The ghosts in the voting machines

Bill Thompson on evoting:

" When I started work as a professional programmer, writing in the C programming language, I sometimes wrote very bad code. It worked, but it wasn't what you'd call industrial strength, largely because it didn't do nearly enough checking.

As a result my programs would crash if you gave them unexpected input by typing a word into a field where a number was required, or because they failed to check whether a variable had been properly initialised before doing a calculation.

Fortunately I had talented and patient colleagues who showed me the difference between student programming and serious coding and understood that validating data, checking variables and handling all possible error conditions is not just a useful extra but at least as important as the part of the program that does the actual work.

The lesson has stayed with me, even though I now write little production code and only occasionally mess around with other people's programs.

Sadly, it seems that the developers behind three of the most widely-used electronic voting systems in current use in the United States have never grasped this important principle.

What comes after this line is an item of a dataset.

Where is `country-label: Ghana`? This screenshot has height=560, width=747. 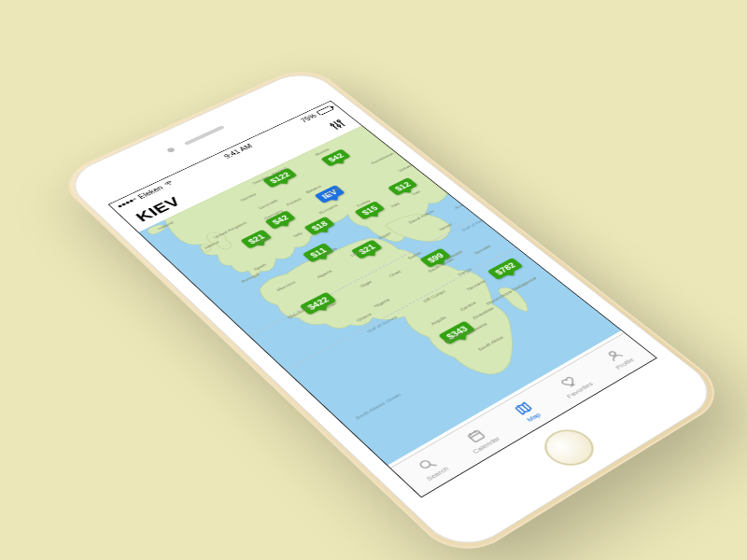 country-label: Ghana is located at coordinates (364, 317).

Following concerns about the accuracy of the electronic voting systems used in last year's the California state legislature commissioned computer science and cryptography experts at the University of California to review the main players and ensure that 'California voters are being asked to cast their ballots on machines that are secure, accurate, reliable, and accessible'.

Anyone looking for reassurance will have had their hopes dashed, as the recently published report into e-voting systems from Diebold, Hart InterCivic and Sequoia found massive security holes in the source code which, combined with poor physical security and badly-designed procedures, make it impossible to rely on them to record votes accurately...

Such problems are not confined to the United States, of course, though the campaign for more openness about the technology used in electronic voting seems to have made more progress there than elsewhere.

Here in the UK the Open Rights Group, resolute campaigners for civil liberties in the digital world, sent observers to several of the e-voting pilot projects in the May 2007 English and Scottish elections.

They had to fight through a bureaucracy which seemed to see openness as a dangerous aberration, where 'observers were frequently subject to seemingly arbitrary and changeable decisions via unclear lines of authority', but the final report makes chilling reading."